Fair enough, and internally consistent, thank you. (Not that you care what I think, I’m sure, but you don’t hear enough on this board about when you’re right and reasonable, so I thought I’d let you know.)
For me, it’s more about informed consent to a surgical procedure with very real risks - and especially greater risks than average for this woman. She was able, apparently, to articulate the possible or even probable outcome to her decision to refuse consent, and that’s enough for me to determine she’s of sound mind and decision making capability. The only other people affected aren’t morally or legally people yet, so I don’t give them the same weight I do her. And very most especially, I’m appalled and outraged - not as a doctor, not as an almost-RN, but as a woman and human being - that this was all done clandestinely, without giving her the opportunity to seek a second opinion or appear before a judge herself to argue her own case. I’d like to think it wouldn’t happen that way now, nearly 30 years later, but I’m really not that confident about it.

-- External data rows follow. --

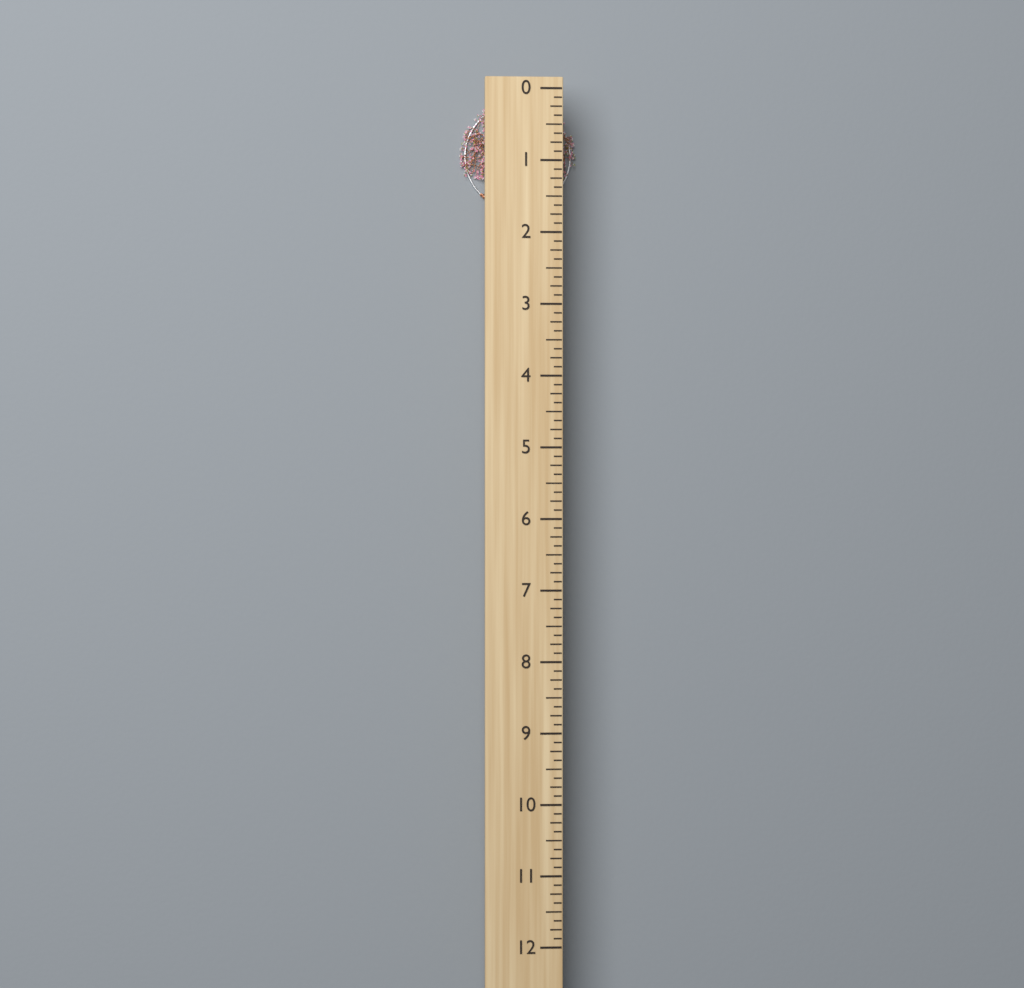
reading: 1.625 (no unit)
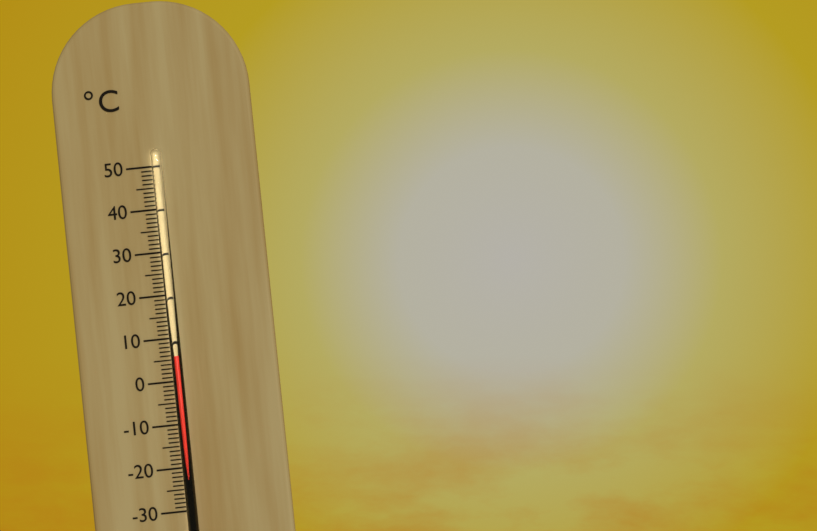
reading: 6 °C
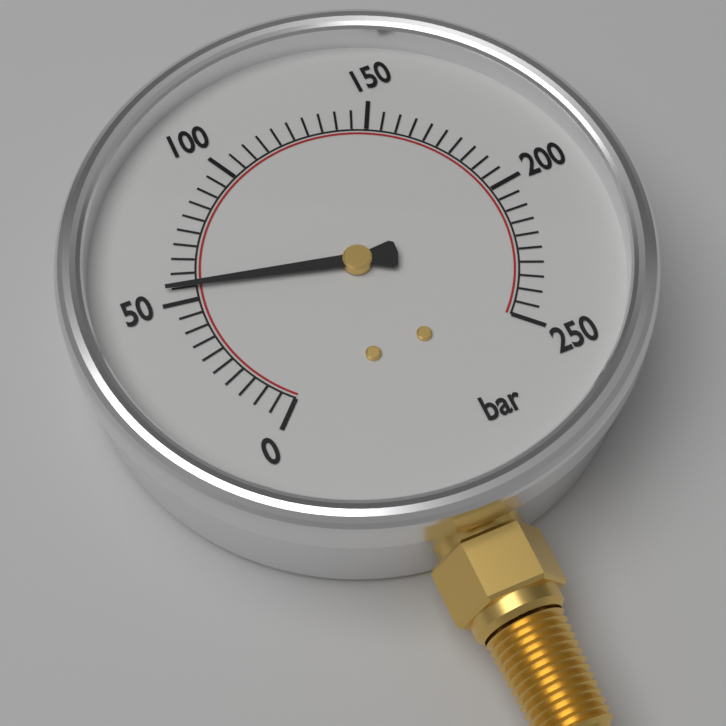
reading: 55 bar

It makes me think of a lecture I heard from a medical ethicist (hospitalist and doctor) who assured us that Jehovah’s Witnesses WANT to be forced to take blood or give it to their children. That they won’t be held religiously or morally responsible for it if they refuse it and a judge orders it and they get it anyway, so when they refuse, they’re not really refusing, but asking their doctor to go get a court order so they’re not culpable. I really don’t know which I find more offensive: that some JW’s may indeed think that way and are playing a nudge-nudge-wink-wink game when they’re refusing, or that doctors and ethicists *think *that’s what’s going on in some sort of paternalistic, “of course they can’t REALLY think for themselves so they want us to do it for them” attitude.

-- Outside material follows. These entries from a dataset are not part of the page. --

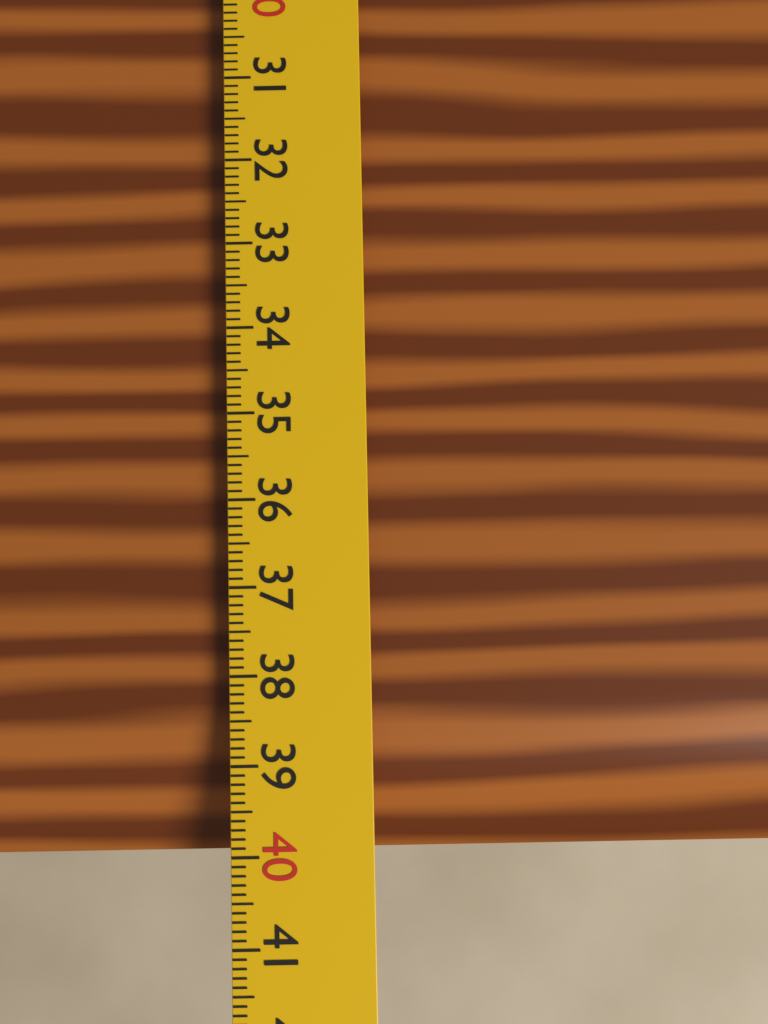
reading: 40.1 cm
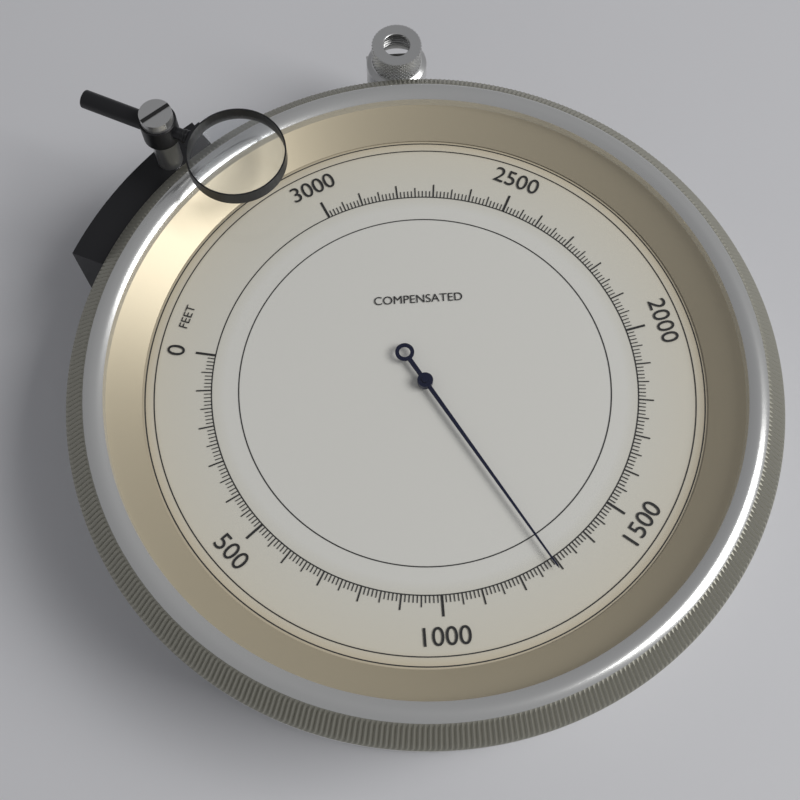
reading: 1290 feet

It’s absolutely true that a layperson doesn’t have the knowledge of medicine that a doctor does. Ignoring doctor’s medical opinions entirely is not the way to go, sure. But it’s also true that a doctor doesn’t have the knowledge of each person’s life, values and relationships that the person has. Surely completely ignoring the patient - not even letting her speak for herself to a judge - isn’t the way to go, either.

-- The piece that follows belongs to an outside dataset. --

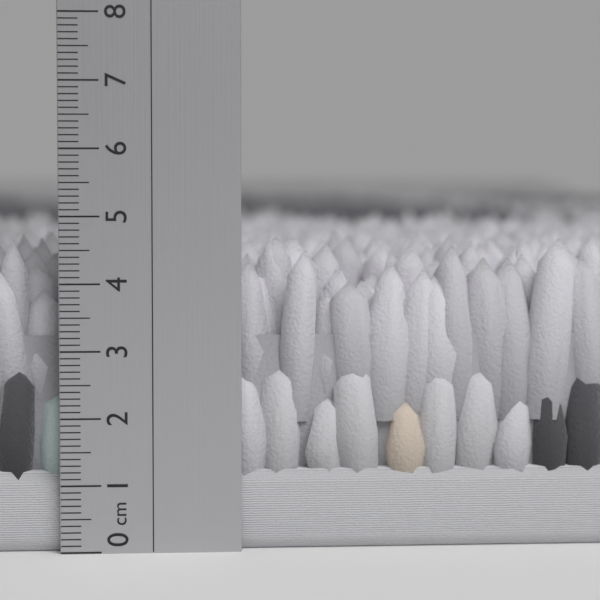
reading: 4.7 cm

And…as the thread has moved on as I’ve been typing…SERIOUSLY? You’d rather have a dermatologist 30 years out of medical school deliver your baby than a CNM, if those were your only options? Okay, now you’re back into crazyland… You have absolutely zero idea how modern medicine works. Nurses, even those who aren’t CNMs, are not doctor’s helpers. We haven’t been for more than 100 years now. We’re competent medical professionals in our own right, and in the case of a CNM, that includes delivering all care during pregnancy, labor and delivery in all but a small percentage of pregnancies. Are there some things outside the expertise of a CNM? Yes, and doing the c-section procedure is one of them. But it would also be outside the expertise of the vast majority of doctors, too!